Area State Lawmakers Support Legislation To Scrap ‘Ropes Law’
Albany, N.Y., June 25— State Senator Tom O’Mara (R,C-Big Flats), Assemblyman Chris Friend (R-Big Flats) and Assemblyman Phil Palmesano (R,C-Corning) have voted in favor of legislation, given final legislative approval, to eliminate the state’s one-size-fits-all “Ropes Law” for firefighter safety and allow local fire departments more flexibility to choose equipment that best meets the needs and conditions of their communities.

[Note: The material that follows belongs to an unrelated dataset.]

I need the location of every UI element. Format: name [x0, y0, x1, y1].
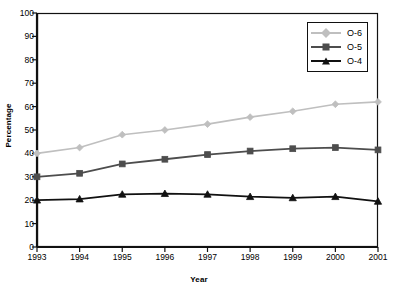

The so-called “Ropes Law” stemmed from a January 2005 tragedy in New York City where two firefighters were killed and four others badly injured when they were forced to jump from a fourth-floor window of a burning building in the Bronx. That day, known as “Black Sunday,” also saw a third firefighter die while fighting a basement fire in Brooklyn and then another die in a different location in the Bronx. A subsequent internal Fire Department of New York (FDNY) report uncovered a failure to provide escape ropes, update operational procedures and adequate training.
The resulting law, commonly called the “Ropes Law,” has since been interpreted by the state to require local departments statewide to provide specific, expensive safety equipment suited for high-rise emergency bailouts statewide. It has applied the high-rise rules to rural and suburban departments where the tallest buildings could be a barn or two-story house.

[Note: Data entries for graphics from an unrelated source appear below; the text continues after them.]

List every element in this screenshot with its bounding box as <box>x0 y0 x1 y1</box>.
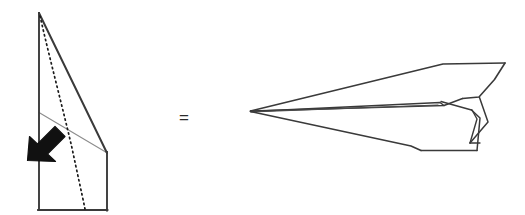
left-figure-group <box>28 13 108 211</box>
diagram-canvas: = <box>0 0 525 215</box>
right-figure-group <box>250 63 505 151</box>
paper-body-fill <box>39 13 107 210</box>
origami-diagram <box>0 0 525 215</box>
equals-sign: = <box>172 104 196 130</box>
airplane-upper-wing-fill <box>250 63 505 111</box>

“The ‘Ropes Rule’ was well-intentioned but it was the product of an out-of-touch Albany bureaucracy that left taxpayers footing the bill for unnecessarily expensive purchases of equipment that goes unused in many rural areas and smaller localities upstate,” O’Mara, Friend and Palmesano said in a statement. “This legislation will give our local fire chiefs the flexibility they should have to make safety equipment decisions based on what works best in their rural and small town departments. It eliminates an unfunded mandate, is more cost-effective for taxpayers and still, most importantly, ensures the safety of local firefighters.”
Under the new legislation (S.7677/A.10677), fire departments would still need to be properly equipped to handle emergency escapes, but local chiefs could choose from a range of nationally recognized safety systems instead of being required to purchase, at exorbitant expense, a single type that may not even be effective for their firefighters.
The legislation now goes to Governor Andrew Cuomo to be signed into law.